Comment by derefr

9 years ago

> if TDS genuinely did falsely and sincerely claim that Cloudflare supports them, then Prince could and should have simply asked them to remove that claim.

The damage of libel is reputational damage. Getting the libelous claim retracted after the claim has been seen by the public doesn't undo or erase the damage the claim does. Usually you have to do something drastic to actively disprove the libelous claim, if you want to regain the lost reputation.

If TDS did make such a claim publicly enough to cause reputational damage, there should be evidence we can all see.

Anyone know where that evidence is?

  • Assuming good faith on all parties (including in this discussion)...
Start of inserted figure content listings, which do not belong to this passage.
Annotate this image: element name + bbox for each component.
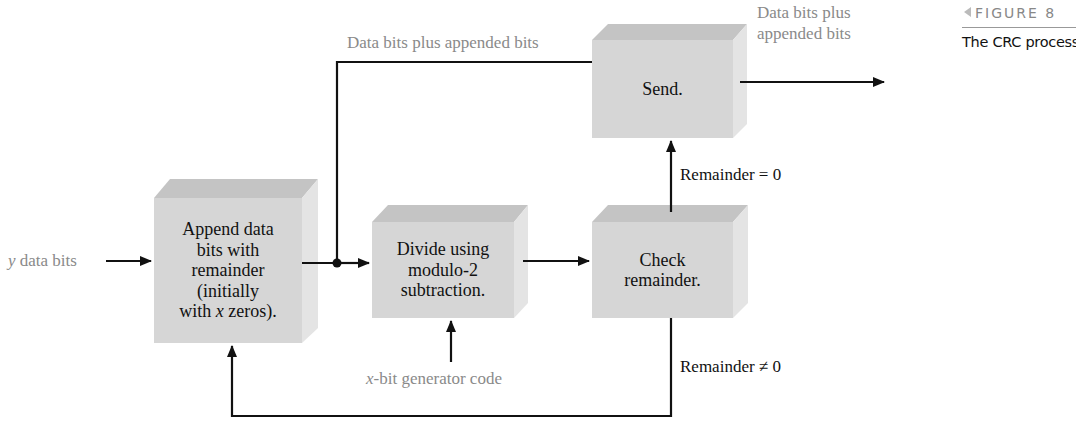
triangle-left-icon — [964, 7, 971, 17]
figure-number: FIGURE 8 — [962, 5, 1076, 28]
remainder-zero-label: Remainder = 0 — [680, 165, 781, 184]
junction-dot — [333, 259, 342, 268]
divide-line-3: subtraction. — [397, 280, 490, 301]
figure-caption: FIGURE 8 The CRC process. — [962, 0, 1076, 50]
output-label-line-1: Data bits plus — [757, 2, 851, 23]
output-label-line-2: appended bits — [757, 23, 851, 44]
check-line-2: remainder. — [624, 270, 700, 291]
divide-line-1: Divide using — [397, 239, 490, 260]
top-path-label: Data bits plus appended bits — [347, 33, 539, 52]
append-line-4: (initially — [179, 281, 277, 302]
check-line-1: Check — [624, 250, 700, 271]
figure-title: The CRC process. — [962, 34, 1076, 50]
input-text: data bits — [16, 251, 77, 270]
output-label: Data bits plus appended bits — [757, 2, 851, 44]
append-line-5: with x zeros). — [179, 301, 277, 322]
figure-number-text: FIGURE 8 — [975, 5, 1056, 21]
input-label: y data bits — [8, 251, 77, 270]
remainder-nonzero-label: Remainder ≠ 0 — [680, 357, 781, 376]
generator-text: -bit generator code — [374, 369, 502, 388]
append-line-3: remainder — [179, 260, 277, 281]
input-var: y — [8, 251, 16, 270]
generator-var: x — [366, 369, 374, 388]
append-line-1: Append data — [179, 219, 277, 240]
append-line-2: bits with — [179, 240, 277, 261]
generator-label: x-bit generator code — [366, 369, 502, 388]
divide-line-2: modulo-2 — [397, 260, 490, 281]
send-label: Send. — [642, 79, 683, 100]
    The public posting was probably on their website, which is now likely blackholed due to being DDoSed after they were no longer protected by a CDN.

    The Internet is broken when some terrorists can get together and decide to blockaid someone else; even if that someone else is nearly universally agreed upon to vile.

    I agree with that user on Twitter that wants to make (the racist) individuals /infamous/ so that they can receive the blowback they deserve for their public behavior.

It doesn't even have to cause reputational damage yet I don't think. IANAL, but the contracts one signs with this sort of company tends to include things like not claiming endorsement of the content by the provider.

> Usually you have to do something drastic to actively disprove the libelous claim

Yes, that something is called suing for libel and proving it is libel in a court.

Simply claiming something is libel (which Prince doesn't even do in his blog post) doesn't make it libel.

> Usually you have to do something drastic to actively disprove the libelous claim, if you want to regain the lost reputation.

Because of Cloudflare's action there are now 1000 times as many people, including myself, who are aware of TDS's claim who otherwise wouldn't have heard of it.